MY FORMER GOLDMAN SACHS colleague Steve Friedman told me there were two basic career models for someone in my position: I could put together a menu of different involvements I wanted to have. Or I could have one central job, as I had at Goldman Sachs, with various additional involvements on the outside.

As I continued talking to people and making notes, the second model seemed to suit me better. I decided that I wanted to go back into the financial world. At some level, perhaps I was just returning to familiar ground. I liked that world and could apply what I knew best most effectively there. But working in the financial sector would also give me an opportunity to stay current, to have the knowledge and insight that come from being engaged. That would help provide a basis for my involvement with the public policy issues I cared about and make my efforts to contribute to them more valuable. I wasn't pressed financially, but I am also a reasonably commercial person, and I felt that I wanted something that would be financially rewarding. And finally, for whatever reason, I actually find the management issues of large organizations interesting. (Most of my friends view this as a personality problem that I should try to work out in some other way.)

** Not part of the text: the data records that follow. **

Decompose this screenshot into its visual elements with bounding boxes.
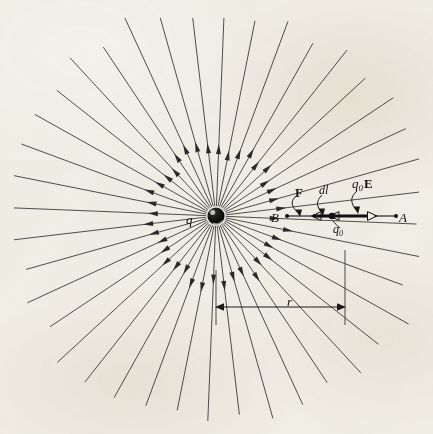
field-line	[216, 18, 224, 206]
force-label: F	[295, 186, 303, 199]
field-line-arrowhead	[252, 272, 260, 282]
field-line-arrowhead	[144, 190, 154, 196]
field-line-arrowhead	[157, 236, 167, 242]
field-line	[193, 18, 215, 206]
radius-dimension	[215, 250, 346, 325]
field-line	[208, 226, 216, 421]
field-line	[50, 222, 208, 327]
field-line-arrowhead	[272, 235, 282, 241]
field-line-arrowhead	[161, 245, 171, 253]
field-line-arrowhead	[173, 261, 181, 270]
diagram-vector-layer: .fline { stroke:#3c3c3c; stroke-width:0.…	[0, 0, 433, 434]
field-line-arrowhead	[264, 241, 274, 248]
field-line-arrowhead	[146, 202, 156, 207]
field-line-arrowhead	[164, 175, 173, 183]
field-line-arrowhead	[149, 230, 159, 235]
point-a-label: A	[399, 211, 407, 224]
field-line	[146, 225, 213, 405]
field-line-arrowhead	[206, 143, 211, 153]
point-b-label: B	[271, 211, 279, 224]
field-line	[222, 224, 328, 382]
field-line-arrowhead	[237, 266, 243, 276]
field-line-arrowhead	[200, 282, 205, 292]
field-line	[14, 217, 206, 240]
field-line-arrowhead	[225, 150, 230, 160]
field-line-arrowhead	[174, 153, 182, 163]
field-line-arrowhead	[235, 149, 241, 159]
field-line	[219, 21, 288, 206]
q0e-E: E	[364, 176, 373, 191]
field-line	[218, 21, 255, 206]
field-line-arrowhead	[216, 144, 221, 154]
q0e-sub: 0	[359, 183, 363, 193]
field-line-arrowhead	[195, 142, 200, 152]
radius-label: r	[287, 295, 292, 308]
field-line	[57, 223, 208, 363]
field-line-arrowhead	[211, 274, 216, 284]
field-line-arrowhead	[183, 145, 189, 155]
field-line-arrowhead	[229, 271, 234, 281]
charge-label: q	[186, 213, 193, 226]
field-line	[70, 58, 209, 209]
field-line	[225, 219, 402, 285]
field-line-arrowhead	[189, 278, 195, 288]
field-line-arrowhead	[283, 227, 293, 232]
field-line-arrowhead	[183, 264, 190, 274]
field-line	[21, 144, 206, 212]
displacement-label: dl	[319, 184, 328, 196]
field-line	[14, 208, 206, 216]
field-line-arrowhead	[221, 281, 226, 291]
field-line-arrowhead	[155, 182, 165, 189]
dl-d: dl	[319, 183, 328, 197]
physics-field-diagram: .fline { stroke:#3c3c3c; stroke-width:0.…	[0, 0, 433, 434]
field-line-arrowhead	[263, 252, 272, 260]
field-line	[217, 226, 239, 415]
field-force-label: q0 E	[352, 177, 373, 193]
field-line	[14, 176, 206, 214]
field-line	[177, 226, 214, 410]
field-line-arrowhead	[148, 211, 158, 216]
test-charge-label: q0	[333, 223, 343, 238]
q0-sub: 0	[339, 229, 343, 238]
field-line-arrowhead	[251, 161, 259, 170]
field-line-arrowhead	[260, 180, 270, 188]
field-line-arrowhead	[143, 221, 153, 226]
field-line-arrowhead	[267, 188, 277, 194]
field-line-arrowhead	[247, 149, 254, 159]
point-charge-marker	[207, 207, 224, 224]
field-line-arrowhead	[269, 198, 279, 203]
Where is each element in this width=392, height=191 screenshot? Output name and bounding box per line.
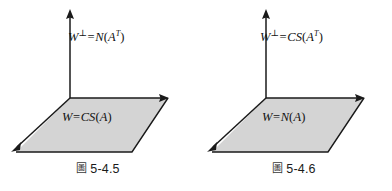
label-w-perp: W⊥=CS(AT) [260,31,323,44]
plane-w-face [212,98,364,152]
figure-5-4-5: W⊥=N(AT) W=CS(A) 圖5-4.5 [0,0,196,191]
label-w-plane-close-paren: ) [301,110,305,124]
label-w-perp-subspace: W [260,30,271,44]
perp-symbol: ⊥ [271,28,280,38]
label-w-plane-equals: = [273,110,281,124]
label-w-plane-equals: = [73,110,81,124]
label-w-perp-operator: N [95,30,103,44]
figure-cjk-glyph-icon: 圖 [76,163,87,175]
label-w-plane-subspace: W [62,110,73,124]
label-w-perp: W⊥=N(AT) [68,31,125,44]
label-w-plane: W=N(A) [262,111,305,124]
figure-cjk-glyph-icon: 圖 [272,163,283,175]
perp-symbol: ⊥ [79,28,88,38]
figure-5-4-6-diagram [196,0,392,162]
label-w-plane-close-paren: ) [107,110,111,124]
label-w-plane-argument: A [293,110,301,124]
label-w-perp-argument: A [108,30,116,44]
label-w-perp-subspace: W [68,30,79,44]
axis-vertical-arrowhead [262,9,270,19]
figure-board: W⊥=N(AT) W=CS(A) 圖5-4.5 W⊥=CS(AT) W=N(A) [0,0,392,191]
label-w-perp-operator: CS [287,30,302,44]
label-w-plane-operator: CS [81,110,96,124]
axis-vertical-arrowhead [66,9,74,19]
figure-5-4-5-caption: 圖5-4.5 [0,163,196,177]
label-w-plane: W=CS(A) [62,111,112,124]
label-w-plane-subspace: W [262,110,273,124]
figure-caption-number: 5-4.5 [90,163,120,177]
label-w-perp-close-paren: ) [319,30,323,44]
label-w-perp-argument: A [306,30,314,44]
label-w-plane-operator: N [281,110,289,124]
plane-w-face [16,98,168,152]
label-w-perp-close-paren: ) [120,30,124,44]
figure-5-4-5-diagram [0,0,196,162]
figure-5-4-6-caption: 圖5-4.6 [196,163,392,177]
figure-5-4-6: W⊥=CS(AT) W=N(A) 圖5-4.6 [196,0,392,191]
figure-caption-number: 5-4.6 [286,163,316,177]
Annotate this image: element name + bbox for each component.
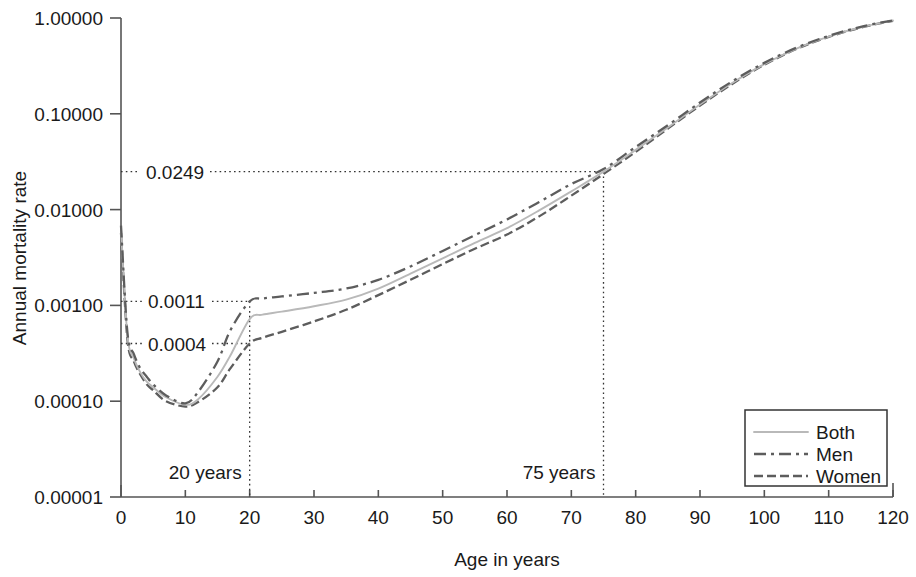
annotation-value-label: 0.0011 [148,291,205,312]
x-axis-tick-labels: 0102030405060708090100110120 [116,507,909,528]
x-tick-label: 100 [748,507,780,528]
y-tick-label: 0.00001 [34,487,103,508]
legend-label-women: Women [816,466,881,487]
y-tick-label: 0.10000 [34,104,103,125]
annotation-value-label: 0.0249 [146,162,204,183]
y-tick-label: 0.00100 [34,295,103,316]
legend-label-both: Both [816,422,855,443]
x-tick-label: 40 [368,507,389,528]
legend-label-men: Men [816,444,853,465]
x-tick-label: 0 [116,507,127,528]
x-tick-label: 20 [239,507,260,528]
series-line-both [121,21,893,405]
y-tick-label: 0.00010 [34,391,103,412]
chart-canvas: 1.000000.100000.010000.001000.000100.000… [0,0,916,577]
annotation-value-label: 0.0004 [148,334,207,355]
x-tick-label: 30 [303,507,324,528]
x-axis-title: Age in years [454,549,560,570]
y-axis-title: Annual mortality rate [9,171,30,345]
y-axis-tick-labels: 1.000000.100000.010000.001000.000100.000… [34,8,103,508]
annotation-age-label: 75 years [523,462,596,483]
x-tick-label: 80 [625,507,646,528]
x-tick-label: 90 [689,507,710,528]
x-axis: 0102030405060708090100110120 Age in year… [116,483,909,570]
series-line-women [121,21,893,407]
x-axis-ticks [121,485,893,497]
x-tick-label: 50 [432,507,453,528]
y-axis: 1.000000.100000.010000.001000.000100.000… [9,8,121,508]
y-tick-label: 1.00000 [34,8,103,29]
series-lines [121,20,893,406]
y-tick-label: 0.01000 [34,200,103,221]
mortality-rate-chart: 1.000000.100000.010000.001000.000100.000… [0,0,916,577]
y-axis-ticks [110,18,121,497]
annotation-labels: 0.02490.00110.000420 years75 years [146,162,596,483]
annotation-age-label: 20 years [169,462,242,483]
x-tick-label: 120 [877,507,909,528]
x-tick-label: 10 [175,507,196,528]
legend: BothMenWomen [745,410,887,487]
series-line-men [121,20,893,403]
x-tick-label: 60 [496,507,517,528]
x-tick-label: 110 [814,507,844,528]
x-tick-label: 70 [561,507,582,528]
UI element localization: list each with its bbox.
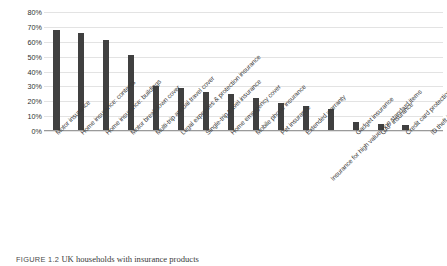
x-axis-tick-label: Home insurance: buildings bbox=[104, 131, 109, 136]
x-axis-tick-label: Gadget insurance bbox=[354, 131, 359, 136]
x-axis-tick-label: Home insurance: contents bbox=[79, 131, 84, 136]
y-axis-tick-label: 40% bbox=[28, 67, 42, 76]
figure-caption-number: FIGURE 1.2 bbox=[16, 255, 59, 264]
figure-bar-chart: Percentage of UK households 0%10%20%30%4… bbox=[0, 0, 447, 266]
x-axis-tick-label: Motor breakdown cover bbox=[129, 131, 134, 136]
x-axis-tick-label: Pet insurance bbox=[279, 131, 284, 136]
y-axis-tick-label: 60% bbox=[28, 37, 42, 46]
y-axis-tick-label: 50% bbox=[28, 52, 42, 61]
bar bbox=[53, 30, 59, 131]
x-axis-tick-label: Multi-trip annual travel cover bbox=[154, 131, 159, 136]
x-axis-tick-label: Credit card protection bbox=[404, 131, 409, 136]
x-axis-tick-label: Single-trip travel insurance bbox=[204, 131, 209, 136]
x-axis-tick-label: Mobile phone insurance bbox=[254, 131, 259, 136]
x-axis-tick-label: Home emergency cover bbox=[229, 131, 234, 136]
bar bbox=[128, 55, 134, 131]
x-axis-tick-label: ID theft insurance bbox=[429, 131, 434, 136]
bar bbox=[103, 40, 109, 131]
y-axis-tick-label: 30% bbox=[28, 82, 42, 91]
figure-caption-text: UK households with insurance products bbox=[61, 254, 198, 264]
y-axis-tick-label: 20% bbox=[28, 97, 42, 106]
y-axis-tick-label: 80% bbox=[28, 8, 42, 17]
y-axis-tick-label: 10% bbox=[28, 112, 42, 121]
bar bbox=[78, 33, 84, 131]
figure-caption: FIGURE 1.2 UK households with insurance … bbox=[16, 254, 436, 264]
y-axis-tick-label: 0% bbox=[32, 127, 42, 136]
x-axis-tick-labels: Motor insuranceHome insurance: contentsH… bbox=[44, 131, 443, 241]
x-axis-tick-label: Motor insurance bbox=[54, 131, 59, 136]
y-axis-tick-labels: 0%10%20%30%40%50%60%70%80% bbox=[14, 12, 42, 131]
y-axis-tick-label: 70% bbox=[28, 22, 42, 31]
x-axis-tick-label: Legal expenses & protection insurance bbox=[179, 131, 184, 136]
x-axis-tick-label: Insurance for high value/ non standard i… bbox=[329, 177, 334, 182]
x-axis-tick-label: Extended warranty bbox=[304, 131, 309, 136]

But some of my other job criteria complicated the picture. I was extremely cognizant of the difference between being the deputy and being the Secretary, of having great responsibility within an organization as opposed to having the ultimate responsibility. I'd had the ultimate responsibility both at Goldman Sachs and at Treasury, and I didn't want that again. I was at a stage in my life where I wanted to try to live a little differently, with more time and focus for my family, fishing, reading, and whatever I might care about or find interesting. So I wasn't going to be a CEO.

But I did want to be part of the central management structure wherever I went. A colleague who had left the Clinton administration and taken a very attractive, highly paid position at a financial firm had a big influence on my thinking. He visited me at Treasury and said, “I've got a terrific job, but I'm never going to be in the inner management. And if you're not in the inner management, it lacks something. You don't feel like you're a central part of the place.” When he said that, something clicked with me. People with outsized résumés are often viewed from outside as being importantly involved in a company, when in fact they have no real role in management. From that point on, I added that criterion to my job search.

Having a former Treasury Secretary as a kind of elder statesman—though I didn't think of myself as either elder or a statesman—to provide advice and deal with clients, as Henry Fowler had been hired to do at Goldman Sachs, would probably appeal to almost any financial institution. But creating a role in central management was more of a challenge. Fitting someone like that into the top level of an organization can be awkward. He's not going to be CEO or COO or CFO or have decision-making authority with respect to any of the company's activities. So what does he do and where does he fit in?

What I was really trying to create for myself was some type of
consigliere
position, or to become a minister without portfolio who lends a hand in many areas. At one point, I had been interested in finding an adviser to play this role for me at Treasury—someone who was deeply experienced but had no agenda of his own, who could serve as a sounding board for me and for other people around the department. Now I was looking for that kind of role for myself in a private-sector context. This is a good management idea in theory. Many CEOs would probably benefit greatly from the advice of someone loyal to the institution but without a personal stake in major decisions. But for various reasons, this is almost unheard of in practice. Most executives probably don't want a figure with independent standing within their own organization. And coming in from the outside, such a figure could easily seem threatening to others within a company. There also aren't many people who have had the requisite responsibilities and experiences who would be satisfied simply to provide advice—advice that might well be ignored.